Ship faster with focused Subagents in Rovo Dev CLI

Ship faster with focused Subagents in Rovo Dev CLI

Subagents turn one big, brittle prompt into a small team of specialized helpers you can test, reuse, and permission separately, so you ship faster with less risk.

Rovo Dev exposes this subagent capability and supports both interactive creation and markdown-based configuration for predictable, auditable delegation patterns, keeping the main thread’s context lean and on-task.

Wait! Why do I need subagents again?

When to use

Quick start

Example prompts

“Use the code-reviewer subagent to review only changed files, summarize risky diffs, and propose a minimal patch; return a bullet summary and a unified diff.”

“Invoke the test-writer subagent to add table-driven unit tests for the new parser, covering edge cases listed in the spec; return a test file and a brief rationale.”​

Lifecycle and configuration

This sequence shows how Rovo Dev delegates a scoped task to a subagent and returns structured results to the developer.​

This flowchart maps creation, storage scope, and invocation for subagents in Rovo Dev CLI.

Practical patterns

Bonus tip:

You can stack multiple subagents in a single session so they work together.

Think of it like the pipe | system in traditional CLI based tools where output of one tool becomes input for another.


Gotchas

The more I interact with AI Agents, the more I am convinced that best practices very closely tracks the Zen of Python, I mean just read these:

Beautiful is better than ugly.
Explicit is better than implicit.
Simple is better than complex.
Complex is better than complicated.
Flat is better than nested.
Sparse is better than dense.
Readability counts.
Special cases aren not special enough to break the rules.
Although practicality beats purity.
Errors should never pass silently.
Unless explicitly silenced.
In the face of ambiguity, refuse the temptation to guess.
There should be one-- and preferably only one --obvious way to do it.
Although that way may not be obvious at first unless you are Dutch.
Now is better than never.
Although never is often better than *right* now.
If the implementation is hard to explain, it is a bad idea.
If the implementation is easy to explain, it may be a good idea.
Namespaces are one honking great idea -- let us do more of those!

Now it’s your turn!

Create a focused helper using /subagents. Limit its tools and prompt, apply it to a scoped file set, and refine outputs until the pattern is fast, clear, and reusable across projects.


## EXERCISE INSTRUCTIONS:
Reproduce, word for word, all of the records; the pictures stay out.

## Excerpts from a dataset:

•••••

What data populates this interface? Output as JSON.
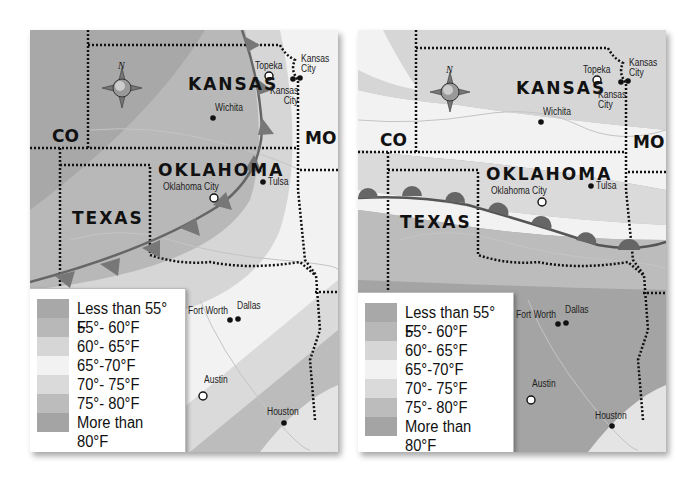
{
  "maps": [
    {
      "id": "left",
      "front_type": "cold-front",
      "states": {
        "kansas": "KANSAS",
        "oklahoma": "OKLAHOMA",
        "texas": "TEXAS",
        "co": "CO",
        "mo": "MO"
      },
      "cities": {
        "topeka": "Topeka",
        "kansas_city_mo": "Kansas\nCity",
        "kansas_city_ks": "Kansas\nCity",
        "wichita": "Wichita",
        "oklahoma_city": "Oklahoma City",
        "tulsa": "Tulsa",
        "fort_worth": "Fort Worth",
        "dallas": "Dallas",
        "austin": "Austin",
        "houston": "Houston"
      },
      "compass": {
        "n": "N",
        "s": "S",
        "e": "E",
        "w": "W"
      }
    },
    {
      "id": "right",
      "front_type": "warm-front",
      "states": {
        "kansas": "KANSAS",
        "oklahoma": "OKLAHOMA",
        "texas": "TEXAS",
        "co": "CO",
        "mo": "MO"
      },
      "cities": {
        "topeka": "Topeka",
        "kansas_city_mo": "Kansas\nCity",
        "kansas_city_ks": "Kansas\nCity",
        "wichita": "Wichita",
        "oklahoma_city": "Oklahoma City",
        "tulsa": "Tulsa",
        "fort_worth": "Fort Worth",
        "dallas": "Dallas",
        "austin": "Austin",
        "houston": "Houston"
      },
      "compass": {
        "n": "N",
        "s": "S",
        "e": "E",
        "w": "W"
      }
    }
  ],
  "legend": [
    {
      "label": "Less than 55° F",
      "color": "#a8a8a8"
    },
    {
      "label": "55°- 60°F",
      "color": "#b8b8b8"
    },
    {
      "label": "60°- 65°F",
      "color": "#d6d6d6"
    },
    {
      "label": "65°-70°F",
      "color": "#f2f2f2"
    },
    {
      "label": "70°- 75°F",
      "color": "#dadada"
    },
    {
      "label": "75°- 80°F",
      "color": "#bcbcbc"
    },
    {
      "label": "More than 80°F",
      "color": "#a4a4a4"
    }
  ]
}
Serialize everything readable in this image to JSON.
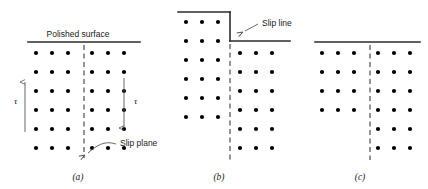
{
  "figure": {
    "background_color": "#ffffff",
    "line_color": "#2b2b2b",
    "atom_color": "#000000",
    "leader_color": "#555555",
    "panels": [
      {
        "id": "a",
        "caption": "(a)",
        "caption_x": 78,
        "caption_y": 180,
        "state": "undeformed",
        "surface_label": "Polished surface",
        "surface_label_x": 78,
        "surface_label_y": 37,
        "surface_segments": [
          {
            "x1": 28,
            "y1": 42,
            "x2": 140,
            "y2": 42
          }
        ],
        "slip_plane_label": "Slip plane",
        "slip_plane_label_x": 120,
        "slip_plane_label_y": 146,
        "slip_plane_line": {
          "x1": 84,
          "y1": 45,
          "x2": 84,
          "y2": 158
        },
        "leader_path": "M 116 144 C 104 140 96 146 88 153",
        "leader_arrow": {
          "x": 85,
          "y": 155,
          "angle": 150
        },
        "stress_left": {
          "label": "τ",
          "label_x": 14,
          "label_y": 104,
          "x": 25,
          "y_tail": 132,
          "y_head": 82,
          "direction": "up"
        },
        "stress_right": {
          "label": "τ",
          "label_x": 134,
          "label_y": 104,
          "x": 124,
          "y_tail": 78,
          "y_head": 128,
          "direction": "down"
        },
        "columns_left_x": [
          36,
          52,
          68
        ],
        "columns_right_x": [
          92,
          108,
          124
        ],
        "rows_left_y": [
          53,
          72,
          91,
          110,
          129,
          148
        ],
        "rows_right_y": [
          53,
          72,
          91,
          110,
          129,
          148
        ]
      },
      {
        "id": "b",
        "caption": "(b)",
        "caption_x": 219,
        "caption_y": 180,
        "state": "slipped-step",
        "slip_line_label": "Slip line",
        "slip_line_label_x": 262,
        "slip_line_label_y": 26,
        "surface_segments": [
          {
            "x1": 178,
            "y1": 12,
            "x2": 230,
            "y2": 12
          },
          {
            "x1": 230,
            "y1": 12,
            "x2": 230,
            "y2": 41
          },
          {
            "x1": 230,
            "y1": 41,
            "x2": 290,
            "y2": 41
          }
        ],
        "leader_path": "M 258 24 L 245 31",
        "leader_arrow": {
          "x": 243,
          "y": 32,
          "angle": 152
        },
        "slip_plane_line": {
          "x1": 230,
          "y1": 44,
          "x2": 230,
          "y2": 160
        },
        "columns_left_x": [
          186,
          202,
          218
        ],
        "columns_right_x": [
          240,
          256,
          272
        ],
        "rows_left_y": [
          22,
          41,
          60,
          79,
          98,
          117
        ],
        "rows_right_y": [
          53,
          72,
          91,
          110,
          129,
          148
        ]
      },
      {
        "id": "c",
        "caption": "(c)",
        "caption_x": 360,
        "caption_y": 180,
        "state": "slipped-flat",
        "surface_segments": [
          {
            "x1": 315,
            "y1": 42,
            "x2": 420,
            "y2": 42
          }
        ],
        "slip_plane_line": {
          "x1": 370,
          "y1": 45,
          "x2": 370,
          "y2": 160
        },
        "columns_left_x": [
          322,
          338,
          354
        ],
        "columns_right_x": [
          378,
          394,
          410
        ],
        "rows_left_y": [
          53,
          72,
          91,
          110
        ],
        "rows_right_y": [
          53,
          72,
          91,
          110,
          129,
          148
        ]
      }
    ]
  }
}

•••••

## ANSWER TO THIS PROBLEM:
What data populates this interface? Output as JSON.
{
  "maps": [
    {
      "id": "left",
      "front_type": "cold-front",
      "states": {
        "kansas": "KANSAS",
        "oklahoma": "OKLAHOMA",
        "texas": "TEXAS",
        "co": "CO",
        "mo": "MO"
      },
      "cities": {
        "topeka": "Topeka",
        "kansas_city_mo": "Kansas\nCity",
        "kansas_city_ks": "Kansas\nCity",
        "wichita": "Wichita",
        "oklahoma_city": "Oklahoma City",
        "tulsa": "Tulsa",
        "fort_worth": "Fort Worth",
        "dallas": "Dallas",
        "austin": "Austin",
        "houston": "Houston"
      },
      "compass": {
        "n": "N",
        "s": "S",
        "e": "E",
        "w": "W"
      }
    },
    {
      "id": "right",
      "front_type": "warm-front",
      "states": {
        "kansas": "KANSAS",
        "oklahoma": "OKLAHOMA",
        "texas": "TEXAS",
        "co": "CO",
        "mo": "MO"
      },
      "cities": {
        "topeka": "Topeka",
        "kansas_city_mo": "Kansas\nCity",
        "kansas_city_ks": "Kansas\nCity",
        "wichita": "Wichita",
        "oklahoma_city": "Oklahoma City",
        "tulsa": "Tulsa",
        "fort_worth": "Fort Worth",
        "dallas": "Dallas",
        "austin": "Austin",
        "houston": "Houston"
      },
      "compass": {
        "n": "N",
        "s": "S",
        "e": "E",
        "w": "W"
      }
    }
  ],
  "legend": [
    {
      "label": "Less than 55° F",
      "color": "#a8a8a8"
    },
    {
      "label": "55°- 60°F",
      "color": "#b8b8b8"
    },
    {
      "label": "60°- 65°F",
      "color": "#d6d6d6"
    },
    {
      "label": "65°-70°F",
      "color": "#f2f2f2"
    },
    {
      "label": "70°- 75°F",
      "color": "#dadada"
    },
    {
      "label": "75°- 80°F",
      "color": "#bcbcbc"
    },
    {
      "label": "More than 80°F",
      "color": "#a4a4a4"
    }
  ]
}
Serialize everything readable in this image to JSON.
{
  "figure": {
    "background_color": "#ffffff",
    "line_color": "#2b2b2b",
    "atom_color": "#000000",
    "leader_color": "#555555",
    "panels": [
      {
        "id": "a",
        "caption": "(a)",
        "caption_x": 78,
        "caption_y": 180,
        "state": "undeformed",
        "surface_label": "Polished surface",
        "surface_label_x": 78,
        "surface_label_y": 37,
        "surface_segments": [
          {
            "x1": 28,
            "y1": 42,
            "x2": 140,
            "y2": 42
          }
        ],
        "slip_plane_label": "Slip plane",
        "slip_plane_label_x": 120,
        "slip_plane_label_y": 146,
        "slip_plane_line": {
          "x1": 84,
          "y1": 45,
          "x2": 84,
          "y2": 158
        },
        "leader_path": "M 116 144 C 104 140 96 146 88 153",
        "leader_arrow": {
          "x": 85,
          "y": 155,
          "angle": 150
        },
        "stress_left": {
          "label": "τ",
          "label_x": 14,
          "label_y": 104,
          "x": 25,
          "y_tail": 132,
          "y_head": 82,
          "direction": "up"
        },
        "stress_right": {
          "label": "τ",
          "label_x": 134,
          "label_y": 104,
          "x": 124,
          "y_tail": 78,
          "y_head": 128,
          "direction": "down"
        },
        "columns_left_x": [
          36,
          52,
          68
        ],
        "columns_right_x": [
          92,
          108,
          124
        ],
        "rows_left_y": [
          53,
          72,
          91,
          110,
          129,
          148
        ],
        "rows_right_y": [
          53,
          72,
          91,
          110,
          129,
          148
        ]
      },
      {
        "id": "b",
        "caption": "(b)",
        "caption_x": 219,
        "caption_y": 180,
        "state": "slipped-step",
        "slip_line_label": "Slip line",
        "slip_line_label_x": 262,
        "slip_line_label_y": 26,
        "surface_segments": [
          {
            "x1": 178,
            "y1": 12,
            "x2": 230,
            "y2": 12
          },
          {
            "x1": 230,
            "y1": 12,
            "x2": 230,
            "y2": 41
          },
          {
            "x1": 230,
            "y1": 41,
            "x2": 290,
            "y2": 41
          }
        ],
        "leader_path": "M 258 24 L 245 31",
        "leader_arrow": {
          "x": 243,
          "y": 32,
          "angle": 152
        },
        "slip_plane_line": {
          "x1": 230,
          "y1": 44,
          "x2": 230,
          "y2": 160
        },
        "columns_left_x": [
          186,
          202,
          218
        ],
        "columns_right_x": [
          240,
          256,
          272
        ],
        "rows_left_y": [
          22,
          41,
          60,
          79,
          98,
          117
        ],
        "rows_right_y": [
          53,
          72,
          91,
          110,
          129,
          148
        ]
      },
      {
        "id": "c",
        "caption": "(c)",
        "caption_x": 360,
        "caption_y": 180,
        "state": "slipped-flat",
        "surface_segments": [
          {
            "x1": 315,
            "y1": 42,
            "x2": 420,
            "y2": 42
          }
        ],
        "slip_plane_line": {
          "x1": 370,
          "y1": 45,
          "x2": 370,
          "y2": 160
        },
        "columns_left_x": [
          322,
          338,
          354
        ],
        "columns_right_x": [
          378,
          394,
          410
        ],
        "rows_left_y": [
          53,
          72,
          91,
          110
        ],
        "rows_right_y": [
          53,
          72,
          91,
          110,
          129,
          148
        ]
      }
    ]
  }
}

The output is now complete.